I see what Nelson is saying, and the environment of the modern enterprise is very different from the environment of that – well, still modern enterprise… 2006 isn’t that far off, but, like, modern two years ago enterprise. For example, apps designed to work on a LAN often have too many transmissions to work on a WAN. There are also other problems; heck, if you want to know the problems of legacy software, try running some old DOS games on your Windows NT dual-core gaming rig today.
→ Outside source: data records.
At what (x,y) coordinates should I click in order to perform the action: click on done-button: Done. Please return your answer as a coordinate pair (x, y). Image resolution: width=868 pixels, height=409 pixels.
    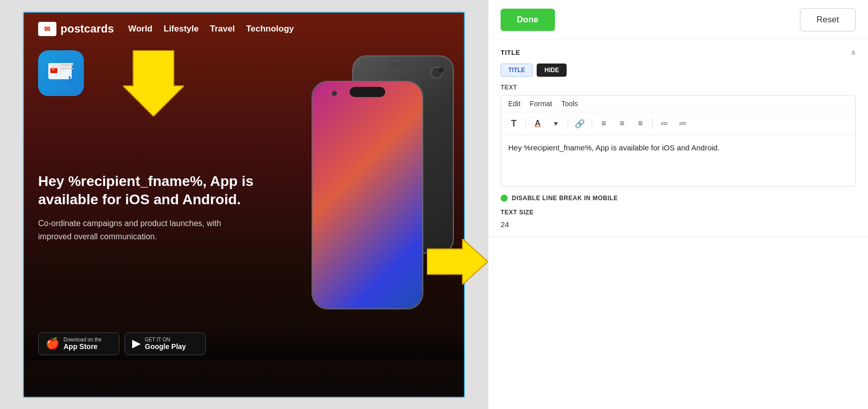
    Looking at the image, I should click on (528, 20).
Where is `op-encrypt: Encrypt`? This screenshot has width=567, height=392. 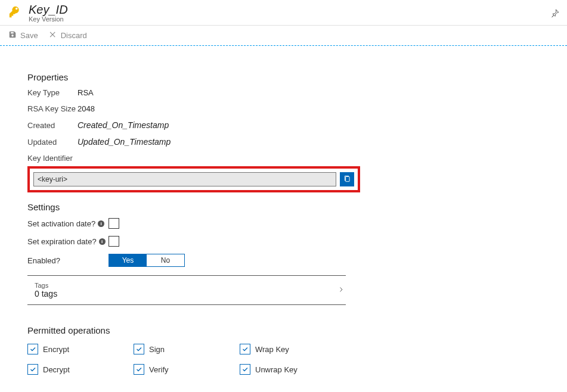 op-encrypt: Encrypt is located at coordinates (80, 349).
(I still miss you, Wing Commander II.)

 

Steve Gillmor: Why IT should listen to Palin

Wha?

Whatever your political preferences, Sarah Palin’s performance in the Vice Presidential debate can be seen as a blueprint for how IT must learn to respond to the social media wave.

Wha?

That’s why IT needs to look carefully at Sarah Palin’s strategy in the debate, where she simply dropped the pretense of playing ball and told Biden, the media, and most directly the 50 million viewers that she wasn’t going to worry about the format or the rules or what the event sought to project as its rationale, but rather talk directly without filtering to her audience…. But what it mirrors with the dialogue with IT is that she was saying what social media users are saying, namely, we’re gonna use this stuff no matter what you think about it.

Wha?

Steve, you needed 793 words to tell IT departments that people will use blogs, YouTube, and Facebook at work and that they should take advantage of this rather than try to shut it down at the network level?

Now, every blogger facing a deadline will often take a news hook and hammer it into something remotely resembling something tangentially related to the topic of the blog… but this? This is a stretch.